Posted by: sparkligbeatnic at August 3, 2005 1:24 AM


Momus wrote:

If you want to fight Nazism as it appears in today's Tokyo, don't pick on skateboarders. Write something about the freeway being built right through the northern part of Shimokitazawa. Get angry about it, start a campaign, radicalize people, pinpoint a conspiracy, defeat (the ghost of) Hitler!

Alex Kerr would be thrilled.

Posted by: sparkligbeatnic at August 3, 2005 1:28 AM

If you go to the lobby of the old section of the New Grand Hotel in Yokohama (near Yamashita-kouen), you can see items from Hitler's stay (announcement cards, menus, etc.) at what was then, in the 30s, the only fully Westernized hotel of any grandeur in Japan.

Posted by: jasong at August 3, 2005 1:37 AM

Ummm... after having run in our annual city relay race with my officemates, I was told that I had yamatodamashi... it was a couple years ago already, but gosh, I feel a little offended that I was accused of being a japanese imperialist.

(granted, it's a weird usage, but this was my first encounter with the word, and I remember it)

Posted by: nate at August 3, 2005 10:22 AM

Nate, my first encounter with Yamato damashii was being told that I had it as well. It was definitely intended as a compliment, not that I really wanted it. Can't remember what I said or did to merit it, though.
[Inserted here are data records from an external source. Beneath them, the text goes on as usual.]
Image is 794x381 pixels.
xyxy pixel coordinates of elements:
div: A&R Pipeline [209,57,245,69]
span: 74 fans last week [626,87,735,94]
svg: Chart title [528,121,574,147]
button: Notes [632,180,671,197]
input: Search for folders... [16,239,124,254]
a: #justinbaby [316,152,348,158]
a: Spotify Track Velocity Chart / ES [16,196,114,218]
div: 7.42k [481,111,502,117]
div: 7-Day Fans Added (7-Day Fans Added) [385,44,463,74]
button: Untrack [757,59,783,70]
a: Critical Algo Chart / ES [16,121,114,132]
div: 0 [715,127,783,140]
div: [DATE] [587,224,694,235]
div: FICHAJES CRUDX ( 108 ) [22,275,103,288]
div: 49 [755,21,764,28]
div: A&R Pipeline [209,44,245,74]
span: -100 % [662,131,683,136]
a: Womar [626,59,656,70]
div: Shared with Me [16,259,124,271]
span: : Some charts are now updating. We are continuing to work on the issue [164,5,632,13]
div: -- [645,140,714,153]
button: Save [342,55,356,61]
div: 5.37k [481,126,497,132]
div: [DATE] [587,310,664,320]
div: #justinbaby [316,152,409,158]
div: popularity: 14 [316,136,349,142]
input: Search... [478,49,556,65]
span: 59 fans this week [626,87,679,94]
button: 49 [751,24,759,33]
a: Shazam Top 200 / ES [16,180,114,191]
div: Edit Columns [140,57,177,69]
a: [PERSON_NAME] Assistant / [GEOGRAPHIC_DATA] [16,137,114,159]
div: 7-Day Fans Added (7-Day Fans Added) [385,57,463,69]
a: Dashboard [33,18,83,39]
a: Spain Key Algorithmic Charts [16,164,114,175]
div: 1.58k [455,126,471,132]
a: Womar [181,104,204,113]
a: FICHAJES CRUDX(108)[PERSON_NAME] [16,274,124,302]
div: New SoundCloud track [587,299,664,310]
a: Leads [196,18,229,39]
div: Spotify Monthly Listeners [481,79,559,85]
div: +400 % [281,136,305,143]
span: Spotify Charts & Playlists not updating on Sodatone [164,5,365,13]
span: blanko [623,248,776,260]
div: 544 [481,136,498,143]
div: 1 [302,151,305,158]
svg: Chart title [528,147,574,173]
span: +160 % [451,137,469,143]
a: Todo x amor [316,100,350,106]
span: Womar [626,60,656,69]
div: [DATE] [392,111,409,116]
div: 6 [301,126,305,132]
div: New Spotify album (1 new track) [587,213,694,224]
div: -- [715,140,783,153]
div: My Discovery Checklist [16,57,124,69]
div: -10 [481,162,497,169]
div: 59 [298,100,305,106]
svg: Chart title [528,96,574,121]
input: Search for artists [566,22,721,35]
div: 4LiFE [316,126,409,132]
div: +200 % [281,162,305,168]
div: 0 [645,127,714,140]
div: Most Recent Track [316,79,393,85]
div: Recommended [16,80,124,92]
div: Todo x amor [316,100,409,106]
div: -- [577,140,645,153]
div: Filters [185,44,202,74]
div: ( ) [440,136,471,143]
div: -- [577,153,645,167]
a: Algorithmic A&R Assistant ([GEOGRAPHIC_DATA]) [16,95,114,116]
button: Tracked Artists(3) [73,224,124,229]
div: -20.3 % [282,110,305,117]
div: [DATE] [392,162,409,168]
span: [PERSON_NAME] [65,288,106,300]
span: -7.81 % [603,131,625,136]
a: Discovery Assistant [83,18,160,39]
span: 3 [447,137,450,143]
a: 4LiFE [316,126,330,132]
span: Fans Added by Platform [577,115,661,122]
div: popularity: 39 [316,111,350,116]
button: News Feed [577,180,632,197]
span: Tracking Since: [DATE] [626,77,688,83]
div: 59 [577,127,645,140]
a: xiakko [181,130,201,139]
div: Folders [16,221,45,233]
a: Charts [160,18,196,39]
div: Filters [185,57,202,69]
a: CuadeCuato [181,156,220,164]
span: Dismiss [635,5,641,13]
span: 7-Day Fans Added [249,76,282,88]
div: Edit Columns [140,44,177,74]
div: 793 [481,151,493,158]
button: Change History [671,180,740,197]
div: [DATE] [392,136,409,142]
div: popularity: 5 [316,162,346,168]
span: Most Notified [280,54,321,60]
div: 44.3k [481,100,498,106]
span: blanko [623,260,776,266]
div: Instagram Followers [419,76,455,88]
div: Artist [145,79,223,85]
I guess there's a whole 5th column out there of foreigners with Yamato damashii...

I wonder if that Bulgarian sumo wrestler has enough Yamato damashii for the peanut gallery? I remember previous foreign wrestlers being criticized. I rather like the Bulgarian guy, if only because, as one of the trimmest wrestlers, he proves that all that fat doesn't really provide a competitive advantage in wrestling. Why set yourself up for a coronary if you don't have to? I guess that's Western pragmatism at work!

Chris, it's a shame about the Clash, they should have known better. It wasn't the only time their taste failed them in their political hero worship: the Red Army Faction wasn't really cool at all, were they? They should've stuck to the Spanish Civil War stuff.

Posted by: guest at August 3, 2005 11:01 AM

I'm not fully convinced that yamato-damashii is a 100% taboo, Imperialist word, although it has a lot of those connotations.

Posted by: marxy at August 3, 2005 12:56 PM

are we done with this one now?

Posted by: Chris_B at August 3, 2005 8:10 PM

yamato-damashii is a 100% taboo

neither is the swastika, i can't believe this is still going.
so while you're doing safe cutsey new entries you keep secretly coming back to this one,

Posted by: alin at August 4, 2005 8:38 PM


have you seen the ヨソ様 Tshirts ? I reckon they're part of a pretty vicious conspiracy.

Posted by: alin at August 4, 2005 8:45 PM

'yamato-damashii' is up for fair use in normal everyday japanese conversation and no-body will bat an eye if you use it. don't believe what they are telling you about it having these connotations in modern spoken japanese.

Posted by: r. at August 4, 2005 9:23 PM

nick sez: They have successfully decontextualised the cross, and I'm rather pleased about it.

and r. sez: it takes two to tango! they have only seccessfully decontextualised the cross if YOU are the one looking at it hanging around their necks. they don't have a clue (as david sez). but what if we were to show this to an christian? would they tell us that the real pity is that this girl isn't able to understand that the cross represents "agape" one of the higher forms of love?

Posted by: r. at August 4, 2005 9:37 PM

have you seen the ヨソ様 Tshirts ?

Well, last time I checked, Yoso-sama was not responsible for the murder of six million people, so I can let that mistake slide.

'yamato-damashii' is up for fair use in normal everyday japanese conversation and no-body will bat an eye if you use it. don't believe what they are telling you about it having these connotations in modern spoken japanese.

Yeah, I'm with Robert here. Anything too ethnocentric can always be construed as being part of the war-time Nationalism, but yamato-damashii is hardly an unequivocal symbol of that era. Making a shirt with the words 國體 or 大日本帝国 would probably be close to what you are trying to say 大和魂 is.